To get maximum utilization, the processing of the pixels in a quad has to get out of sync. I really doubt this happening with dynamic scheduling right now.

When trying it statically, it has basically the disadvantages of a combined SIMD8-VLIW8 approach (you described it more as a dual issue VLIW4, but it is not going to work this way) and would try to conceal this by processing of a quad and not a pixel in each (VLIW)-vector lane. For some problems it might work okay, but generally it is not really compatible. Just imagine the hassle when a branch diverges within a quad. How do you compile for that?

And with dynamic scheduling (without VLIW) you would actually need an 8 way scheduler for it.You would need to split each 32 element warp in 4 quarter warps (each quarter warp has one pixel from one of the 8 quads in the warp) and schedule the quarter warps individually. And you don't get any performance improvement compared to my suggestion above, but you need far more complex scheduling hardware.
 
We are of different opinions then :smile:. I don't know of many who game that often in a 24 hour period where the difference in load would matter that much. However, in 2D mode when some can go days without playing a game is a different situation.

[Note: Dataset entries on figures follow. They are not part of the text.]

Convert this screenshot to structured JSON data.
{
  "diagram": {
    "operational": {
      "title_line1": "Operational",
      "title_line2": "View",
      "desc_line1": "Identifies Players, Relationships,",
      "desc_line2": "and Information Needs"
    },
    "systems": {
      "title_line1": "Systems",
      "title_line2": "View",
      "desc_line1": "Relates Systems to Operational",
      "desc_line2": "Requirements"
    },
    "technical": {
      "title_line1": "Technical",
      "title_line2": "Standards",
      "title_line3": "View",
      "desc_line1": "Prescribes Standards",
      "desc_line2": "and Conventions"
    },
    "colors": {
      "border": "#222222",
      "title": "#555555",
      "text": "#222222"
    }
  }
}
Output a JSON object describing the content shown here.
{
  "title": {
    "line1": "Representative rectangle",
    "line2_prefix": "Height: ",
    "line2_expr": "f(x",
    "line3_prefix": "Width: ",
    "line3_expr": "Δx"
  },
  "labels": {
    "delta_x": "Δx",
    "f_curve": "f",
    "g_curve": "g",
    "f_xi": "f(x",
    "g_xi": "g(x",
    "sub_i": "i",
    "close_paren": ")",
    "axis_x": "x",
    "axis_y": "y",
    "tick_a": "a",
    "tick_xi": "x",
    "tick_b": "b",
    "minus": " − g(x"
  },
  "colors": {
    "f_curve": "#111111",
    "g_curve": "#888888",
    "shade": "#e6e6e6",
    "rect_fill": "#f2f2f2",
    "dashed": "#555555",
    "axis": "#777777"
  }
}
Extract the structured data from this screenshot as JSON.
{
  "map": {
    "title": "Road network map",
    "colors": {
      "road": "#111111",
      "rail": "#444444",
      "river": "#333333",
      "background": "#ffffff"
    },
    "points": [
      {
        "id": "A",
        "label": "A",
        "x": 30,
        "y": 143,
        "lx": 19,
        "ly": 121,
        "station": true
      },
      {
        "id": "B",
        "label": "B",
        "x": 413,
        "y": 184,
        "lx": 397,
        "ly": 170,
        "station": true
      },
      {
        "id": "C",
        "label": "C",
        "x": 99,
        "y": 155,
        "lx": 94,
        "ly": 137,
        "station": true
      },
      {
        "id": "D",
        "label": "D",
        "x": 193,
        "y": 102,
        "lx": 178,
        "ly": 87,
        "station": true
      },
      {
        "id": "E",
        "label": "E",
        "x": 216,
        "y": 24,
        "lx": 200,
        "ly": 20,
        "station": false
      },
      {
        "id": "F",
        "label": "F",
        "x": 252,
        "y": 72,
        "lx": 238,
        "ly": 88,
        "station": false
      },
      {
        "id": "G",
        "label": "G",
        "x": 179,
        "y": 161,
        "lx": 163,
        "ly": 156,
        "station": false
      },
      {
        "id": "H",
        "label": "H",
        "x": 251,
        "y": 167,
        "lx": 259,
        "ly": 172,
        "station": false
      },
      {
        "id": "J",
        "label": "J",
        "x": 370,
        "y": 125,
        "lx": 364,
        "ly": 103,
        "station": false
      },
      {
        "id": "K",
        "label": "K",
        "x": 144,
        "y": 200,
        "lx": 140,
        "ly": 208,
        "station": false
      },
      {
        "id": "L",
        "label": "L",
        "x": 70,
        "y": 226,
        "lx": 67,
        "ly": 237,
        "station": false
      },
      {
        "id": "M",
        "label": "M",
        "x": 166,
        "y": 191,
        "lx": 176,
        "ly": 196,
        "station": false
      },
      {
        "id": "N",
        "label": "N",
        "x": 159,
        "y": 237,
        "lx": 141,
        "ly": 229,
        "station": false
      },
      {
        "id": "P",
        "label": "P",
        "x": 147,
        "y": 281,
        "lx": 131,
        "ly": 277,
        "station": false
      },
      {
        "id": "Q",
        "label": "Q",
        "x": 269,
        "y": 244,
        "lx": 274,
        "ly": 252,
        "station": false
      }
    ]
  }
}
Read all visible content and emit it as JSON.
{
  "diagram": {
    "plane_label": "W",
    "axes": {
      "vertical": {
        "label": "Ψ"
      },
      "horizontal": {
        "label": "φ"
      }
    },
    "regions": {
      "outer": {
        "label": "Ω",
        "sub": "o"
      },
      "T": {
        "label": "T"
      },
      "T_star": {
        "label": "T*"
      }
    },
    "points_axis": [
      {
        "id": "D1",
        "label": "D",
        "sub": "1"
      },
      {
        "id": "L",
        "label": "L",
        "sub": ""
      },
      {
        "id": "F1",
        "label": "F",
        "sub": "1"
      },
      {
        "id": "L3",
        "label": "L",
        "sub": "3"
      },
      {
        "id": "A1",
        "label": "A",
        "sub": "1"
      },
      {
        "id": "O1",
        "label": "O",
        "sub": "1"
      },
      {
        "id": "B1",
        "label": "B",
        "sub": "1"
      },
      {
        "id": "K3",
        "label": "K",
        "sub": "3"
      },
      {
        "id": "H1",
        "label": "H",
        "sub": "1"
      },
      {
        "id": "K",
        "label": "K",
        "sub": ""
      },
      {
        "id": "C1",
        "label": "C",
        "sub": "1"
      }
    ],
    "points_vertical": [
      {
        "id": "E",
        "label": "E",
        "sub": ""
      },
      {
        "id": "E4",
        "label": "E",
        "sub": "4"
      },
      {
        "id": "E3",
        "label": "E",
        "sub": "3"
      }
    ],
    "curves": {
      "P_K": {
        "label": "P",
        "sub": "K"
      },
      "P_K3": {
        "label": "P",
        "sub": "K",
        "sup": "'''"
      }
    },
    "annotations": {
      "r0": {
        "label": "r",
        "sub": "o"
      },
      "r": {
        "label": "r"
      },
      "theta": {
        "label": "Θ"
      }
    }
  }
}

do you honestly think it will draw more than 20W @idle?? GTX560ti draws less than 20W and GK104 is even smaller.. even Tahiti draws 15W< if it's not in zero power state..
 
Then there's the new 3D Vision Surround, bolstered by a redesigned display logic, which addresses the two-display limitation of NVIDIA GPUs. You can now connect as many as four monitors to a GeForce Kepler GPU, enabling 3-monitor HD 3D Vision Surround setups. You no longer need more than one GeForce GPU to connect more than two monitors. The new 3D Vision Surround is said to work in conjunction with Adaptive V-Sync to ensure the center display has higher frame-rate (since it's at the focus of your central vision), at the expense of the frame-rates of the two side displays (since they're mostly at your peripheral vision). This ensures there's a balanced, high-performance experience with multi-monitor gaming setups.

TPU​


Lol will be hard test against AMD Eyefinity then..
 
do you honestly think it will draw more than 20W @idle?? GTX560ti draws less than 20W and GK104 is even smaller.. even Tahiti draws 15W< if it's not in zero power state..
I never indicated any exact wattage numbers. However, it is what it is based on that chart if it's true.

This drops make no sense to me at all. Isn't dynamic overclocking suppose to fill the TDP budget?
Why the drops in power usage then? If anything it should always stay at set TDP limit.
Are you talking about this:

chart1tz.jpg

chart2au.jpg
 
I never indicated any exact wattage numbers. However, it is what it is based on that chart if it's true.

it's not indicating the idle power usage, it indicates previous power state than 3D clocks.. so you cant conclude a result from it.. GF114 is bigger and manufactured on a worse process, now there is GK104 is smaller and manufactured better process tech.. Tahiti is much bigger, yet draws less than Barts.. i dont expect anything above 15W idle.. and anything less than 15W shouldnt be a problem for money or heat..

chart shows 200W idle according to your say, seriously 200W idle ??